Emotional Schroder apologises at Warsaw memorial

POLAND/GERMANY : The German Chancellor, Mr Gerhard Schröder, has praised the "heroic and courageous resistance" of the Polish…

POLAND/GERMANY: The German Chancellor, Mr Gerhard Schröder, has praised the "heroic and courageous resistance" of the Polish people and apologised for German war crimes exactly 60 years after the brutal Nazi suppression of the Warsaw Uprising.
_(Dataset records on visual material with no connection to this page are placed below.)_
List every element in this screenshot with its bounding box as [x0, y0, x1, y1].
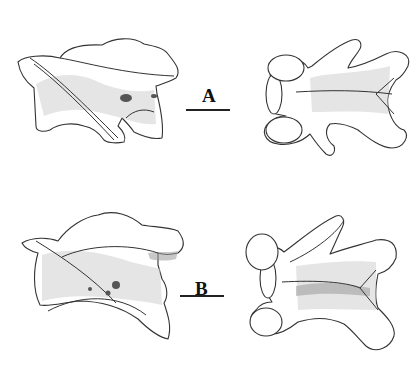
panel-b-lateral-view: [18, 207, 188, 357]
panel-a-dorsal-view: [240, 18, 410, 163]
panel-a-lateral-view: [14, 34, 184, 149]
panel-b-dorsal-view: [226, 206, 406, 366]
scale-bar-a: [186, 109, 230, 111]
vertebra-figure: A B: [0, 0, 420, 381]
panel-label-a: A: [202, 86, 216, 105]
scale-bar-b: [180, 295, 224, 297]
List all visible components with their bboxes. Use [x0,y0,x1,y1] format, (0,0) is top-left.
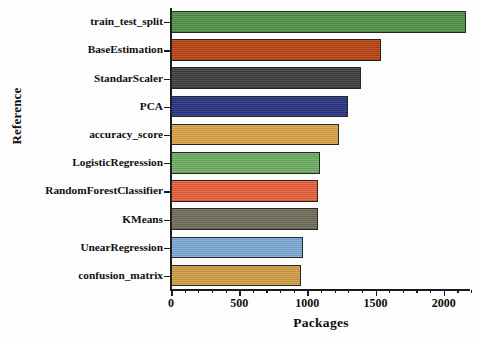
bar [171,96,348,118]
bar [171,11,466,33]
x-minor-tick-mark [335,290,336,293]
y-tick-label: train_test_split [0,15,163,27]
y-tick-label: confusion_matrix [0,269,163,281]
x-minor-tick-mark [457,290,458,293]
x-tick-label: 2000 [414,296,474,311]
bar [171,152,320,174]
x-minor-tick-mark [389,290,390,293]
y-tick-mark [164,50,170,51]
bar-row [171,177,471,205]
x-minor-tick-mark [280,290,281,293]
x-minor-tick-mark [403,290,404,293]
y-tick-mark [164,22,170,23]
x-minor-tick-mark [294,290,295,293]
bar [171,208,318,230]
x-minor-tick-mark [185,290,186,293]
bar-row [171,93,471,121]
y-tick-label: accuracy_score [0,128,163,140]
x-minor-tick-mark [348,290,349,293]
bar [171,67,361,89]
bar [171,265,301,287]
y-tick-mark [164,79,170,80]
x-minor-tick-mark [226,290,227,293]
x-minor-tick-mark [253,290,254,293]
bar-row [171,262,471,290]
x-minor-tick-mark [430,290,431,293]
bar-chart: Reference Packages train_test_splitBaseE… [0,0,480,344]
y-tick-label: PCA [0,100,163,112]
bar [171,39,381,61]
bar-row [171,149,471,177]
x-tick-label: 1000 [277,296,337,311]
y-tick-label: UnearRegression [0,241,163,253]
y-tick-mark [164,248,170,249]
bar-row [171,234,471,262]
y-tick-mark [164,107,170,108]
y-tick-label: BaseEstimation [0,43,163,55]
x-minor-tick-mark [266,290,267,293]
y-tick-label: LogisticRegression [0,156,163,168]
x-tick-label: 1500 [346,296,406,311]
y-tick-mark [164,276,170,277]
x-minor-tick-mark [416,290,417,293]
y-tick-label: StandarScaler [0,72,163,84]
plot-area [171,8,471,290]
bar-row [171,121,471,149]
bar [171,237,303,259]
bar-row [171,64,471,92]
bar [171,124,339,146]
y-tick-label: KMeans [0,213,163,225]
y-tick-mark [164,191,170,192]
x-minor-tick-mark [471,290,472,293]
bar-row [171,205,471,233]
x-minor-tick-mark [198,290,199,293]
bar-row [171,36,471,64]
x-minor-tick-mark [212,290,213,293]
y-tick-mark [164,135,170,136]
bar-row [171,8,471,36]
x-minor-tick-mark [362,290,363,293]
x-minor-tick-mark [321,290,322,293]
y-tick-mark [164,220,170,221]
x-axis-title: Packages [171,315,471,331]
bar [171,180,318,202]
x-tick-label: 0 [141,296,201,311]
y-tick-label: RandomForestClassifier [0,184,163,196]
x-tick-label: 500 [209,296,269,311]
y-tick-mark [164,163,170,164]
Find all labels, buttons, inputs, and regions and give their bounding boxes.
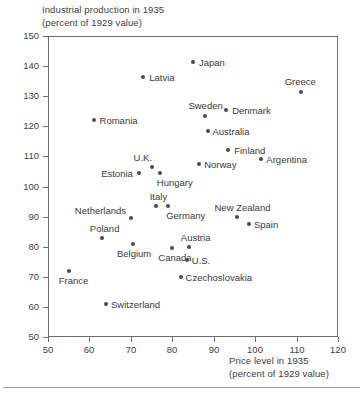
data-point-label: Switzerland — [111, 300, 160, 310]
data-point-label: Spain — [254, 220, 278, 230]
data-point-label: Denmark — [232, 106, 271, 116]
x-axis-title-line1: Price level in 1935 — [229, 355, 309, 366]
data-point-label: Italy — [150, 192, 167, 202]
x-axis-title: Price level in 1935 (percent of 1929 val… — [229, 355, 329, 380]
scatter-plot-figure: Industrial production in 1935 (percent o… — [0, 0, 363, 399]
x-tick-mark — [131, 337, 132, 342]
data-point-label: U.K. — [134, 153, 152, 163]
data-point-marker — [92, 118, 96, 122]
y-tick-label: 90 — [15, 211, 39, 222]
data-point-marker — [141, 75, 145, 79]
data-point-label: Latvia — [149, 73, 174, 83]
x-tick-mark — [214, 337, 215, 342]
data-point-marker — [299, 90, 303, 94]
data-point-marker — [187, 245, 191, 249]
x-tick-label: 90 — [201, 344, 227, 355]
data-point-label: Estonia — [101, 169, 133, 179]
data-point-marker — [206, 129, 210, 133]
data-point-label: Netherlands — [75, 206, 126, 216]
x-tick-label: 50 — [35, 344, 61, 355]
data-point-label: Greece — [285, 77, 316, 87]
y-tick-mark — [43, 307, 48, 308]
data-point-label: Norway — [204, 160, 236, 170]
data-point-label: Finland — [234, 146, 265, 156]
y-tick-mark — [43, 187, 48, 188]
y-tick-label: 110 — [15, 150, 39, 161]
y-tick-label: 80 — [15, 241, 39, 252]
data-point-label: France — [59, 276, 89, 286]
x-tick-label: 110 — [284, 344, 310, 355]
x-tick-label: 80 — [159, 344, 185, 355]
y-tick-mark — [43, 126, 48, 127]
y-tick-label: 60 — [15, 301, 39, 312]
y-tick-mark — [43, 96, 48, 97]
y-tick-label: 100 — [15, 181, 39, 192]
data-point-marker — [129, 216, 133, 220]
y-tick-label: 140 — [15, 60, 39, 71]
x-axis-title-line2: (percent of 1929 value) — [229, 368, 329, 381]
x-tick-mark — [297, 337, 298, 342]
data-point-marker — [131, 242, 135, 246]
x-tick-mark — [89, 337, 90, 342]
data-point-label: Austria — [181, 233, 211, 243]
y-tick-mark — [43, 247, 48, 248]
data-point-marker — [224, 108, 228, 112]
data-point-label: Belgium — [117, 249, 151, 259]
data-point-label: New Zealand — [215, 203, 271, 213]
data-point-label: Hungary — [157, 178, 193, 188]
data-point-label: Australia — [213, 127, 250, 137]
data-point-marker — [158, 171, 162, 175]
data-point-label: Argentina — [266, 155, 307, 165]
x-tick-mark — [338, 337, 339, 342]
data-point-label: Japan — [199, 58, 225, 68]
y-tick-label: 150 — [15, 30, 39, 41]
x-tick-label: 70 — [118, 344, 144, 355]
y-axis-title-line2: (percent of 1929 value) — [42, 17, 164, 30]
data-point-marker — [100, 236, 104, 240]
x-tick-label: 100 — [242, 344, 268, 355]
y-tick-label: 70 — [15, 271, 39, 282]
data-point-label: Poland — [90, 224, 120, 234]
data-point-label: Germany — [166, 211, 205, 221]
y-axis-title-line1: Industrial production in 1935 — [42, 4, 164, 15]
y-tick-mark — [43, 36, 48, 37]
data-point-marker — [104, 302, 108, 306]
data-point-marker — [154, 204, 158, 208]
y-axis-title: Industrial production in 1935 (percent o… — [42, 4, 164, 29]
x-tick-mark — [255, 337, 256, 342]
data-point-label: Czechoslovakia — [186, 273, 253, 283]
x-tick-mark — [172, 337, 173, 342]
data-point-marker — [67, 269, 71, 273]
y-tick-mark — [43, 66, 48, 67]
x-tick-label: 120 — [325, 344, 351, 355]
y-tick-label: 130 — [15, 90, 39, 101]
data-point-label: U.S. — [192, 256, 210, 266]
data-point-label: Romania — [100, 116, 138, 126]
data-point-label: Sweden — [188, 101, 222, 111]
x-tick-mark — [48, 337, 49, 342]
x-tick-label: 60 — [76, 344, 102, 355]
y-tick-label: 50 — [15, 331, 39, 342]
data-point-marker — [179, 275, 183, 279]
bottom-divider — [3, 387, 360, 388]
data-point-marker — [150, 165, 154, 169]
y-tick-mark — [43, 277, 48, 278]
y-tick-mark — [43, 156, 48, 157]
data-point-marker — [235, 215, 239, 219]
y-tick-mark — [43, 217, 48, 218]
data-point-marker — [191, 60, 195, 64]
y-tick-label: 120 — [15, 120, 39, 131]
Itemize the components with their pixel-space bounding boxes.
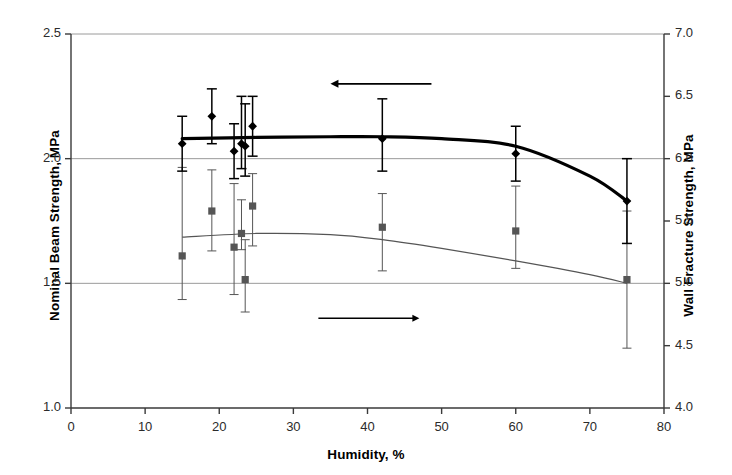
datapoint-wall-fracture <box>623 276 630 283</box>
datapoint-wall-fracture <box>379 224 386 231</box>
annotation-arrow-right-head <box>412 315 419 322</box>
x-axis-tick-label: 20 <box>199 419 239 434</box>
datapoint-beam-strength <box>207 112 216 121</box>
datapoint-wall-fracture <box>242 276 249 283</box>
datapoint-beam-strength <box>230 147 239 156</box>
datapoint-wall-fracture <box>238 230 245 237</box>
y-axis-left-tick-label: 1.5 <box>21 274 61 289</box>
y-axis-right-tick-label: 4.5 <box>675 337 715 352</box>
datapoint-beam-strength <box>178 139 187 148</box>
datapoint-wall-fracture <box>208 207 215 214</box>
y-axis-right-tick-label: 4.0 <box>675 399 715 414</box>
trendline-wall-fracture <box>182 233 627 283</box>
y-axis-right-tick-label: 7.0 <box>675 25 715 40</box>
x-axis-tick-label: 30 <box>273 419 313 434</box>
y-axis-right-tick-label: 6.5 <box>675 87 715 102</box>
datapoint-wall-fracture <box>249 202 256 209</box>
y-axis-left-tick-label: 2.5 <box>21 25 61 40</box>
x-axis-tick-label: 10 <box>125 419 165 434</box>
plot-area <box>0 0 732 475</box>
y-axis-right-tick-label: 5.0 <box>675 274 715 289</box>
datapoint-wall-fracture <box>230 244 237 251</box>
y-axis-left-title: Nominal Beam Strength, MPa <box>47 76 62 376</box>
y-axis-left-tick-label: 2.0 <box>21 150 61 165</box>
datapoint-wall-fracture <box>179 252 186 259</box>
x-axis-tick-label: 40 <box>348 419 388 434</box>
x-axis-title: Humidity, % <box>0 447 732 462</box>
x-axis-tick-label: 0 <box>51 419 91 434</box>
x-axis-tick-label: 80 <box>644 419 684 434</box>
annotation-arrow-left-head <box>330 80 338 88</box>
y-axis-right-tick-label: 5.5 <box>675 212 715 227</box>
x-axis-tick-label: 50 <box>422 419 462 434</box>
x-axis-tick-label: 60 <box>496 419 536 434</box>
datapoint-beam-strength <box>248 122 257 131</box>
chart-container: Nominal Beam Strength, MPa Wall Fracture… <box>0 0 732 475</box>
y-axis-left-tick-label: 1.0 <box>21 399 61 414</box>
x-axis-tick-label: 70 <box>570 419 610 434</box>
y-axis-right-tick-label: 6.0 <box>675 150 715 165</box>
datapoint-wall-fracture <box>512 227 519 234</box>
datapoint-beam-strength <box>511 149 520 158</box>
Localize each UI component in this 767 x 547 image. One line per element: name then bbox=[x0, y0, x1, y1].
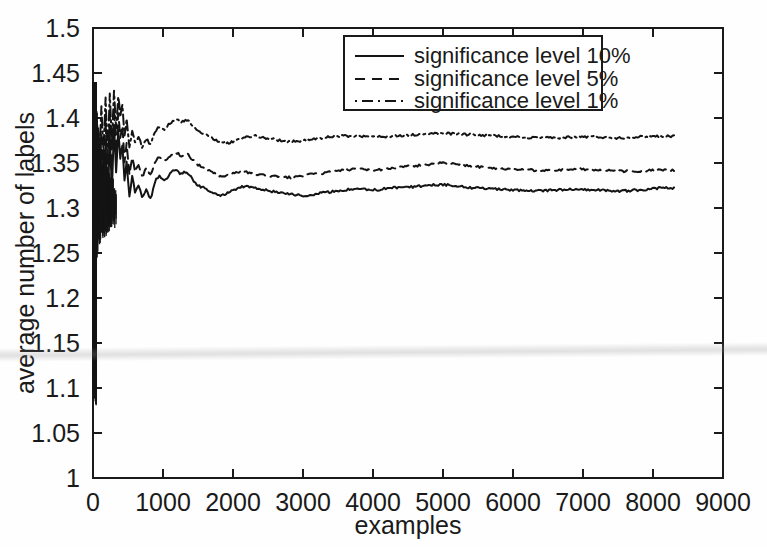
y-tick-label: 1.45 bbox=[31, 59, 80, 87]
x-tick-label: 7000 bbox=[555, 488, 611, 516]
y-axis-label: average number of labels bbox=[11, 112, 39, 394]
y-tick-label: 1.4 bbox=[45, 104, 80, 132]
y-tick-label: 1 bbox=[66, 464, 80, 492]
y-tick-label: 1.2 bbox=[45, 284, 80, 312]
x-tick-label: 6000 bbox=[485, 488, 541, 516]
legend-label-2: significance level 1% bbox=[414, 88, 618, 113]
chart-figure: 0100020003000400050006000700080009000 11… bbox=[0, 0, 767, 547]
x-tick-label: 2000 bbox=[205, 488, 261, 516]
y-tick-label: 1.5 bbox=[45, 14, 80, 42]
y-tick-label: 1.3 bbox=[45, 194, 80, 222]
x-tick-label: 8000 bbox=[625, 488, 681, 516]
x-tick-label: 3000 bbox=[275, 488, 331, 516]
y-tick-label: 1.05 bbox=[31, 419, 80, 447]
chart-canvas: 0100020003000400050006000700080009000 11… bbox=[0, 0, 767, 547]
x-tick-label: 1000 bbox=[135, 488, 191, 516]
x-axis-label: examples bbox=[355, 511, 462, 539]
legend-label-0: significance level 10% bbox=[414, 43, 630, 68]
series-line-0 bbox=[95, 125, 674, 323]
legend: significance level 10% significance leve… bbox=[344, 36, 630, 113]
x-tick-label: 9000 bbox=[695, 488, 751, 516]
series-line-2 bbox=[95, 91, 674, 265]
x-tick-label: 0 bbox=[86, 488, 100, 516]
y-tick-label: 1.1 bbox=[45, 374, 80, 402]
data-series-layer bbox=[95, 91, 674, 324]
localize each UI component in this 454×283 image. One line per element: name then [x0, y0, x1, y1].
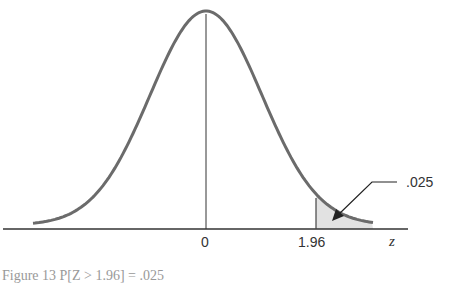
figure-caption: Figure 13 P[Z > 1.96] = .025 [2, 268, 164, 283]
tick-label-critical: 1.96 [298, 234, 325, 250]
normal-curve-chart [0, 0, 454, 283]
tick-label-zero: 0 [201, 234, 209, 250]
axis-label-z: z [389, 233, 395, 250]
annotation-arrow-line [338, 182, 397, 215]
area-annotation: .025 [406, 174, 433, 190]
shaded-tail-area [316, 194, 373, 229]
normal-curve [33, 11, 373, 223]
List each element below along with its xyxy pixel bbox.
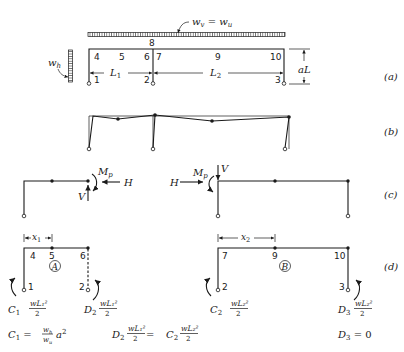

Derek Scally reports from Warsaw.

The revolt was put down after 63 days with barbaric force, leaving hundreds of thousands of men, women and children dead or imprisoned and the city of Warsaw, as Mr Schröder put it yesterday, in "soot and ashes".

"We bow our heads in shame at the crimes of the Nazi troops," an emotional Mr Schröder said, addressing a huge crowd in a square named after the uprising. "In this place of Polish pride and German disgrace, we hope for forgiveness and peace." He paid tribute to the uprising's heroes who enabled him to come to the Polish capital as "chancellor of another free and democratic Germany".

Earlier, a visibly moved Chancellor laid a wreath and made two deep bows at the memorial to the heroes of the uprising at 5 p.m., the so-called W-Hour when the uprising began. Mr Schröder joined the US Secretary of State, Mr Colin Powell, and the British deputy prime minister, Mr John Prescott, to lay wreaths at the uprising graveyard.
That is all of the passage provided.